The Meng Houses and Land in Hohen-Sülzen
In the Hohen-Sülzen parish records it appears that Johann Stephan Meng was leasing land off the church as he is one of the names in a list from the 1760s. Since then the Meng family has leased and owned land in the village.
There is a two page document from the archives in Worms which lists the land that the Meng family owned or leased. It is dated 1886 and includes Reichard Meng and other Meng relations. The word "Flur" is on the document and is still used today. It describes where the field is exactly situated. Flur 1 always describes places inside the village, Flur 2, 3, 4 and so on are outside the village. Reichard owned or leased many pieces of land inside and outside of the village. The document is complicated and hard to translate into modern day figures but it basically states how many fields each person owned or leased (the fields were usually small) and the figures can also include gardens and cellars. Sometimes the properties were sold or changed with neighbours or split when parents died and so on. Germans had the measurements metres, square-metres, acres and hectares but also had a measurement called "Morgen." This is translated to mean “morning” and was the size of a field, which a horse could work on, in half a day (in a morning). The Meng family owned pigs, rabbits and chickens but had no cows or oxen. They did have one horse though to help plough the fields which was mentioned in the Meng letter from 1864. “At our place there happened nothing important, only our grey horse was ill, we thought it could die (give up the ghost). That would have been fatal, because we would not sell the guy for 500fl., to some persons we would not sell it for any price. It was something like a colic, but even such a grey horse animal has threat to fly away and does it only if it must.”

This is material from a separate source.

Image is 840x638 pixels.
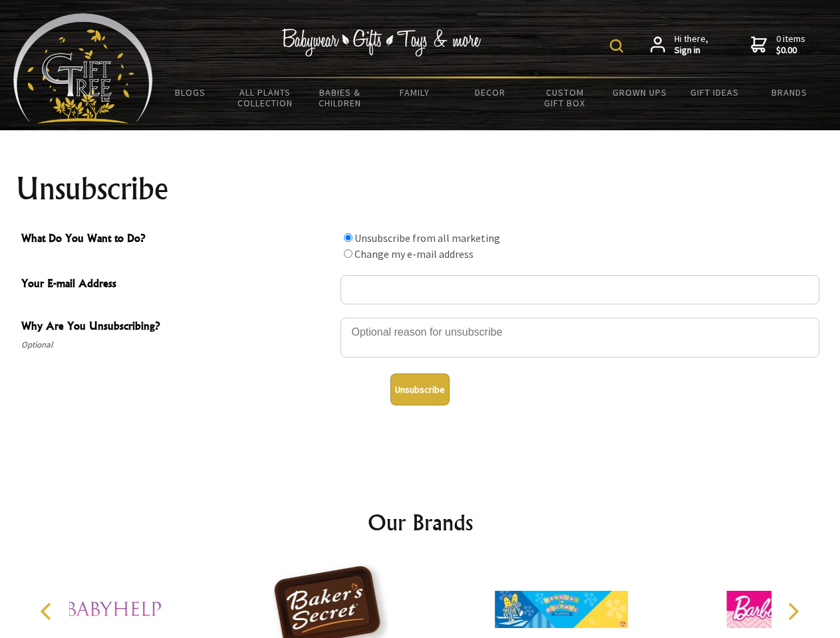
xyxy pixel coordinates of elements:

During the "French period" from 1792 to 1814, all documents relating to Hohen-Sülzen were written in French and all the streets had funny French names with houses having a number in the village. Members of the Meng family lived in house numbers 18, 22, 74, 31 1/4 and 26. Three of the houses still exist.
House number 31 3/4 (now Wormestrasse, 38) - On this house is a stone plaque with “bez. Joh u Cha Meng 1833” written in it. It means Johannes and wife built the house in 1833. This was Johannes Meng and Katharina Barth. Johannes Meng was the son of Johann Christian Meng (1762 - 1838).
House number 74 (now Kirchstrasse, 17) - Reichard Meng’s family lived in a very tiny house. In 1881 they built a larger house in Kirchstrasse, the plans of which still exist. Friedrich Meng (born 1855), son of Reichard Meng and brother to Karl Philipp Meng, had his name on the plans. The last Meng in Hohen-Sülzen was Richard Meng, living in Kirchstrasse in the 1970s. He was likely to be the grandson of Friedrich Meng, brother to Karl Philipp Meng who came to New Zealand.
House number 18 (now Hauptstrasse 25) - Members of the Meng family also lived in this house at some stage but we don’t know which members of the family exactly.
House number 22 (now Hauptstrasse 33) - This house was demolished in 1969. A photo of the house taken before 1930 below shows the Rathaus and the Meng house down the end of the street. It apparently had a big garden behind and then a dead end road. The house was demolished and the road now goes right through where the house was. We don’t know which members of the family lived there exactly.
House Number 26 (now Wormerstrasse 34 and 35) - This house no longer exists and on the site now stands the barn of Wormerstrasse 35. It was lived in by a Christian Meng around 1810. This is probably Johann Christian Meng (1762 - 1838) who was the son of Johann Stephan Meng. In the French documents they call him “Chrestien”.